10 September 2019, Tuesday

The winds have calmed and the sun is shining, but rain is forecast for the afternoon. We finish our cardamom coffee cake and then strike the tent while it’s dry. O also does a re-pack on Vincent to get better organized in the back and to tuck away Newfoundland jams and sauces for the journey home. (He’s already making plans for a new, broader shelf under the sleeping platform for extra storage space next year.)

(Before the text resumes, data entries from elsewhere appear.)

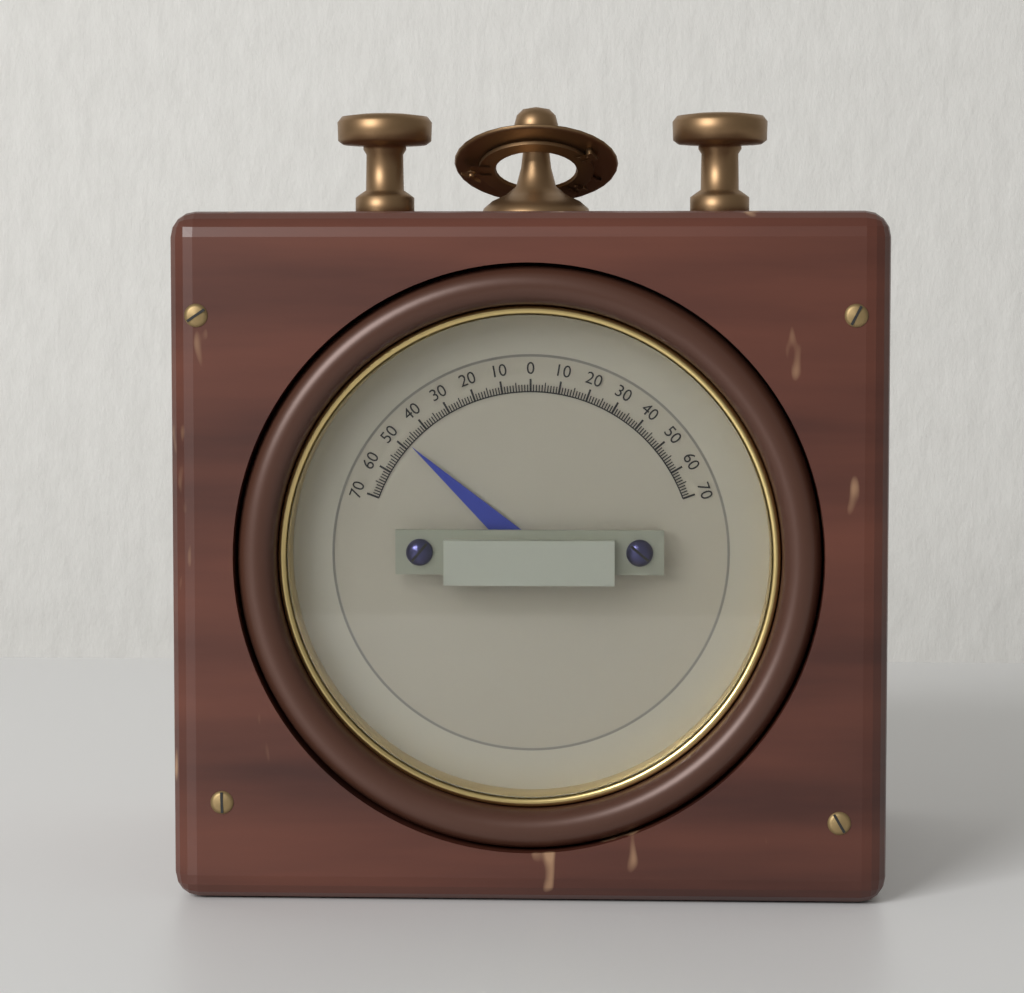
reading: -48 (no unit)
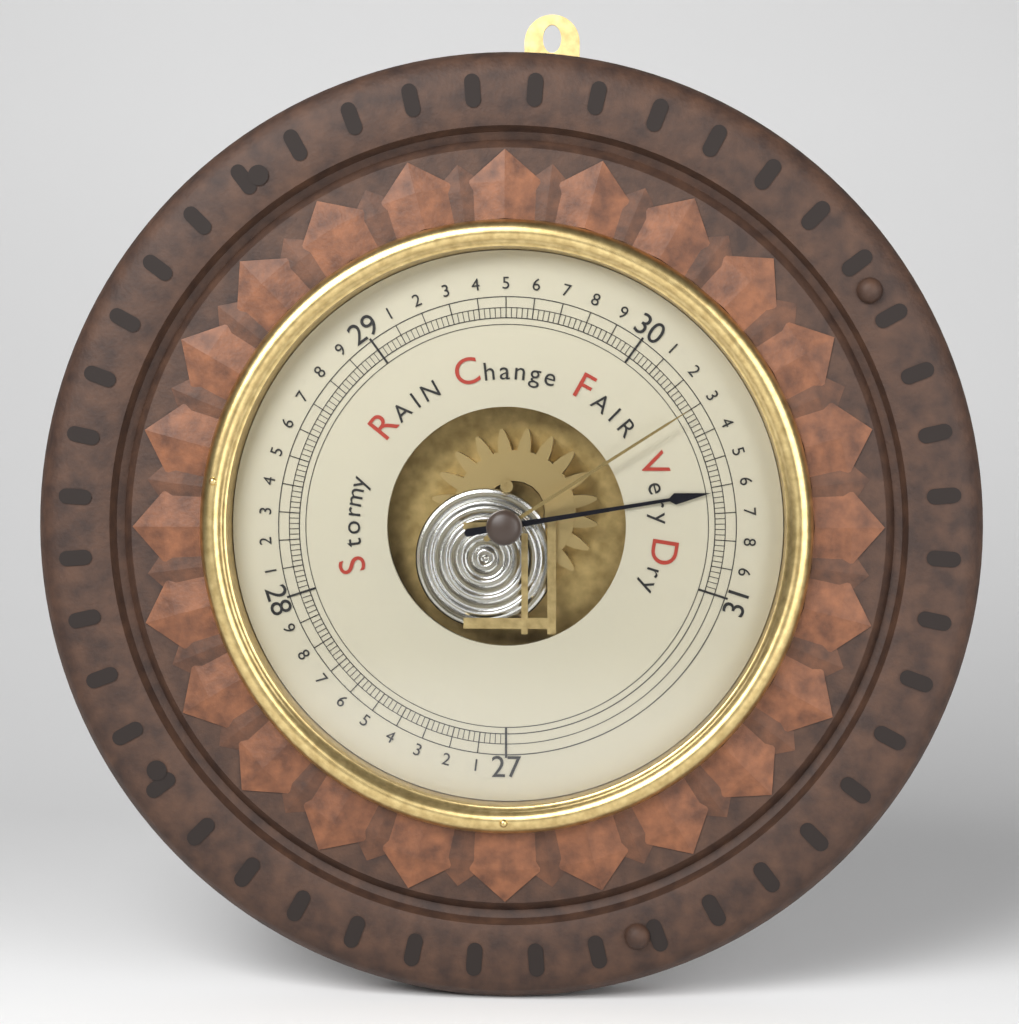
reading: 30.62 inHg
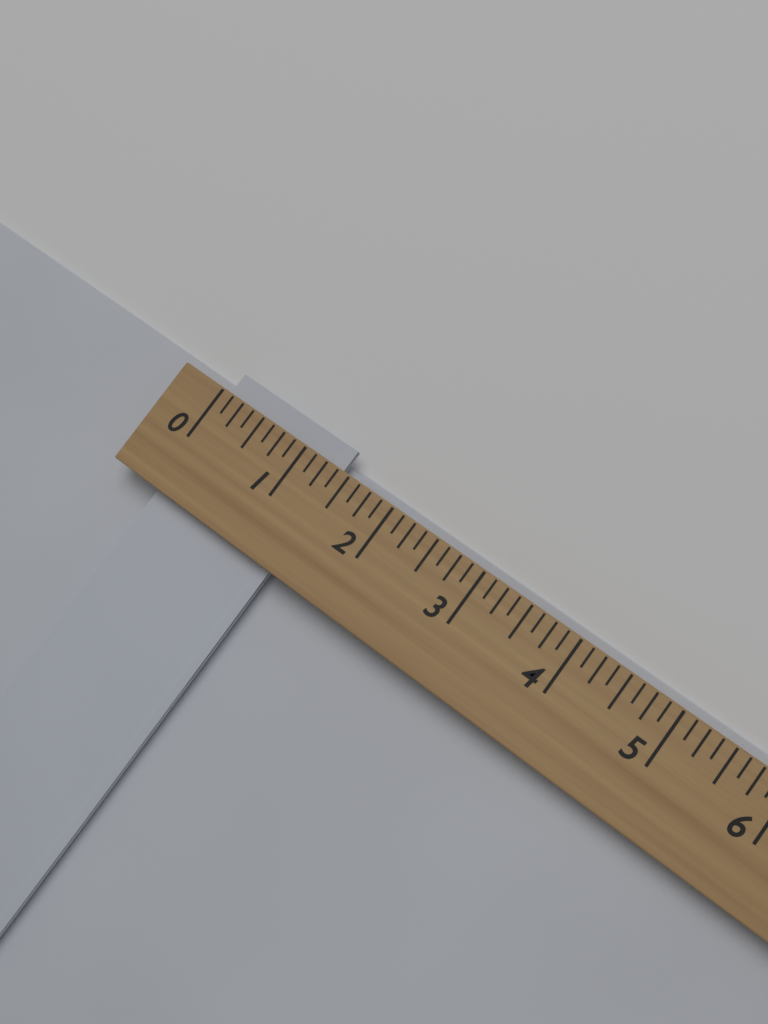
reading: 1.375 (no unit)
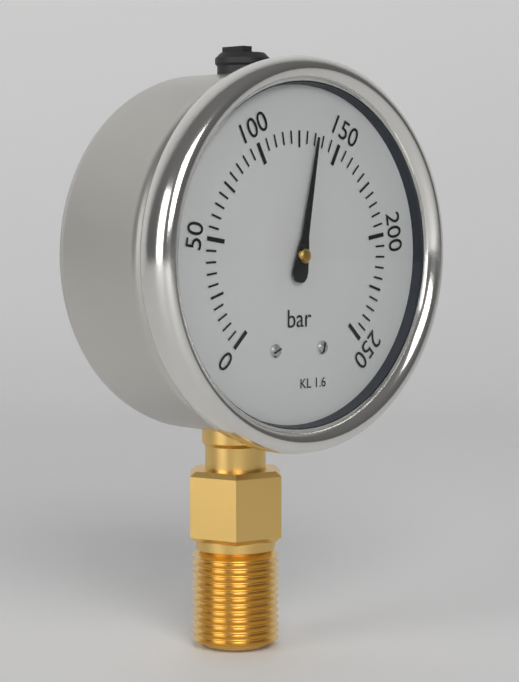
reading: 135 bar
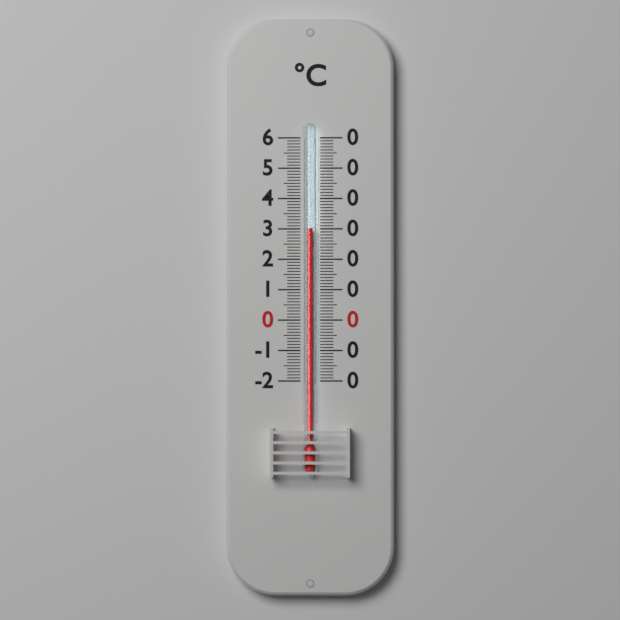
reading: 30 °C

When these chores are finished we drive south on Highway 1 to Ochre Hill
Road. The park map shows this as a gravel road, but it is actually paved. We take the trail that begins part way up the road. There is a side trail that traverses a bog and has interpretive panels discussing the life cycle of the black spruce bog forest. Then we continue towards the lookouts, walking a sometimes board-walked path along the pond and through more bog. There are warblers and sparrows in the bush and the sky remains blue.

Through the bogs and over the hills

Part way through the bog I hear voices approaching and laughter. Once again we meet the German couple whom we have met twice before. They were laughing because when they saw us in the distance they were joking about whether it is us again. It is indeed! They ask if we are headed to the Bona Vista Peninsula to see the puffins. I answer yes, but not until next week. They will be returning home by then. Perhaps we’ll meet again next year!

View from the first hill

O and I climb up and over rocky hills to a beautiful vista overlooking much of Terra Nova National Park and extending out to Clode Sound and Goose Bay. Just as we reach the summit of the last rocky hill a bald eagle soars overhead. We enjoy a lunch break on the bench at the lookout and then head back to the road. On the way down we do some more birdwatching and identify a palm warbler.

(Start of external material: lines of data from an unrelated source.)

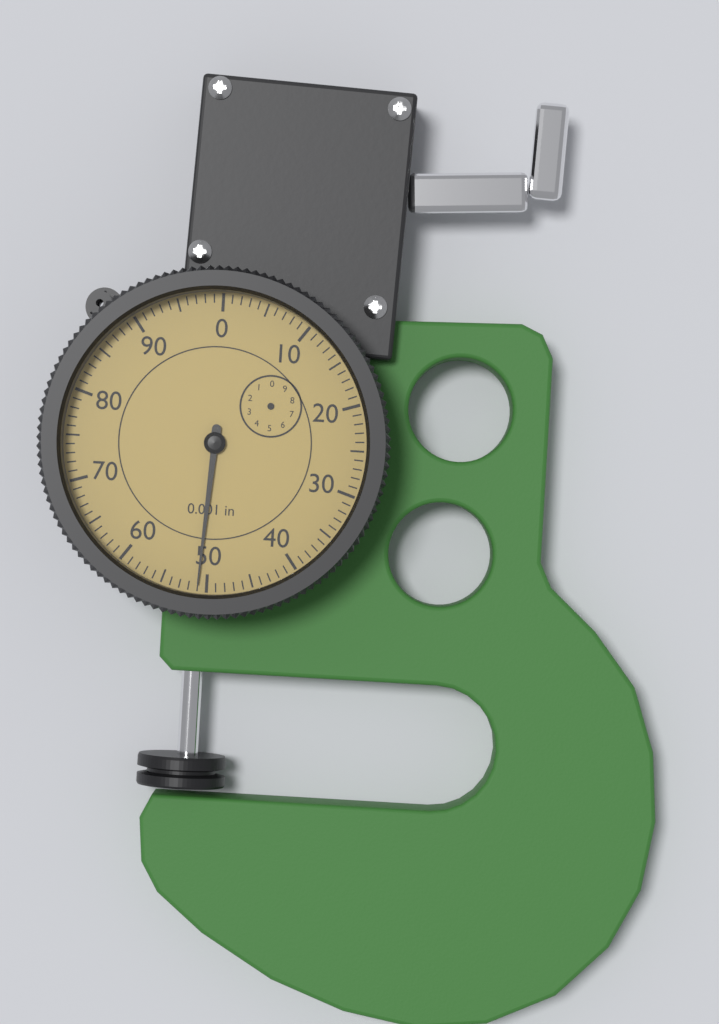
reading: 51 0.001 in
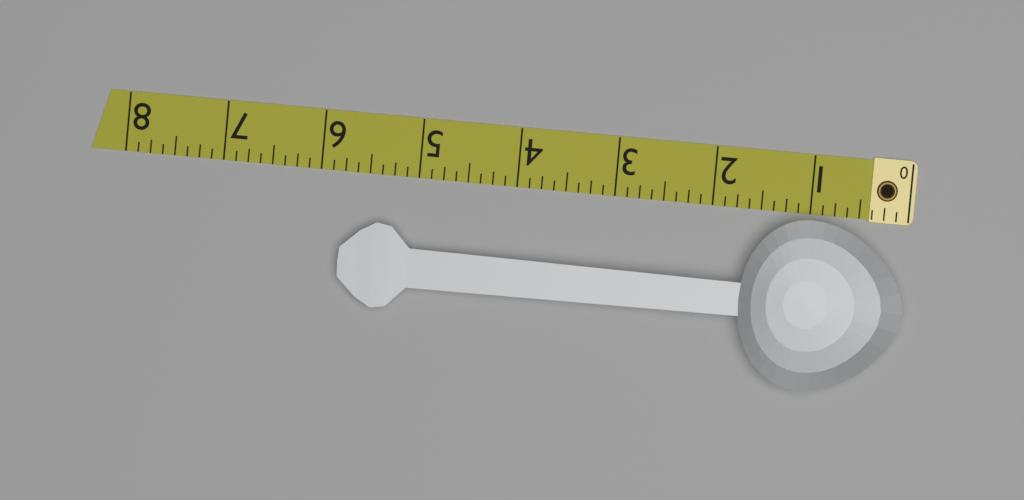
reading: 5.750 (no unit)
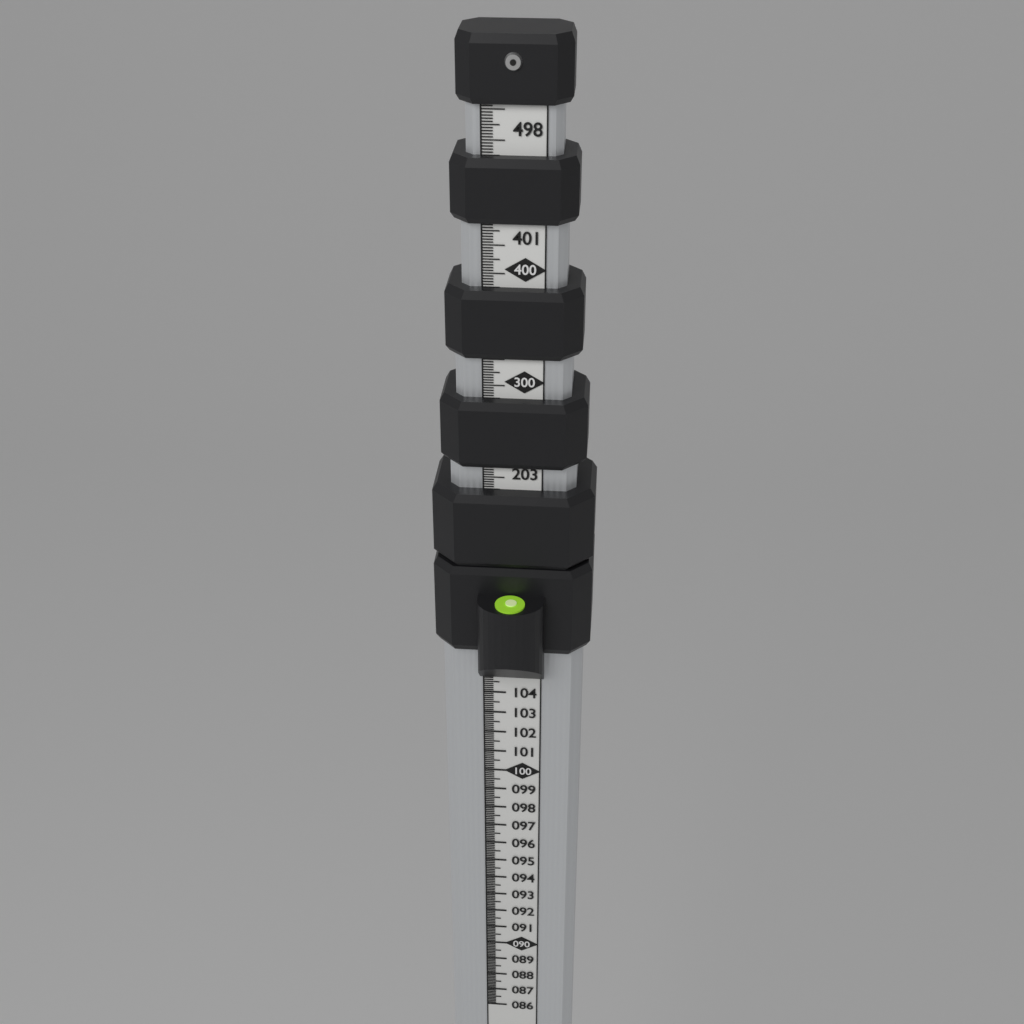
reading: 104.8 (no unit)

Lunch time view from the bench on the second hill
Beautiful moss-like lichens cover the hills. (Sometimes called reindeer lichen.)

Once back at Vincent we drive further up the road to Ochre Hill. Here there is an old fire lookout and more interpretive panels about the environment and efforts to protect endangered species in the park. This hill top is also a dark sky preserve. With its 360 degree view it would be a wonderful place to hang out and watch the stars. We learn from one of the panels that the rocks which form this hill are the glacier-scoured remains of an ancient volcano, approximately 550 million years old. From the sunny summit of Ochre Hill we can see distant showers in almost every direction. There is a particularly long line of showers in the direction of Malady Head Campground.

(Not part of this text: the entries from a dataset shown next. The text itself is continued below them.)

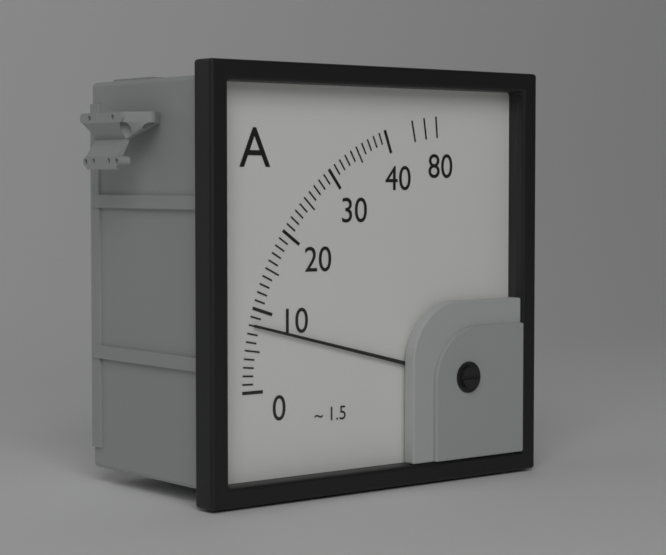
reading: 8 A
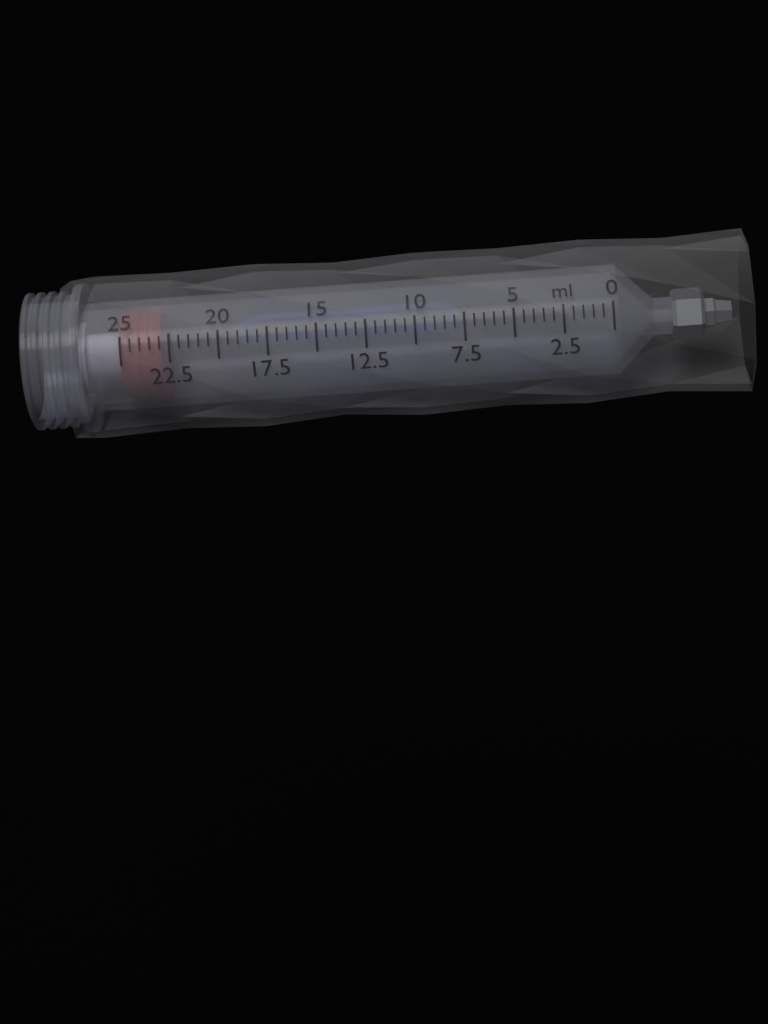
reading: 23.0 ml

At the red chairs on top of Ochre Hill. Jim Payne is a Newfoundland folksinger.
Rain showers over distant Malady Head Campground seen from the top of Ochre Hill

We drive back to camp, spotting a rainbow along the way. It’s raining pretty hard at Malady Head so we wait in Vincent for the rain to abate. After eating our supper under the soggy tarp we pack that up as well. Breakfast will be on the road tomorrow as we head to St. John’s.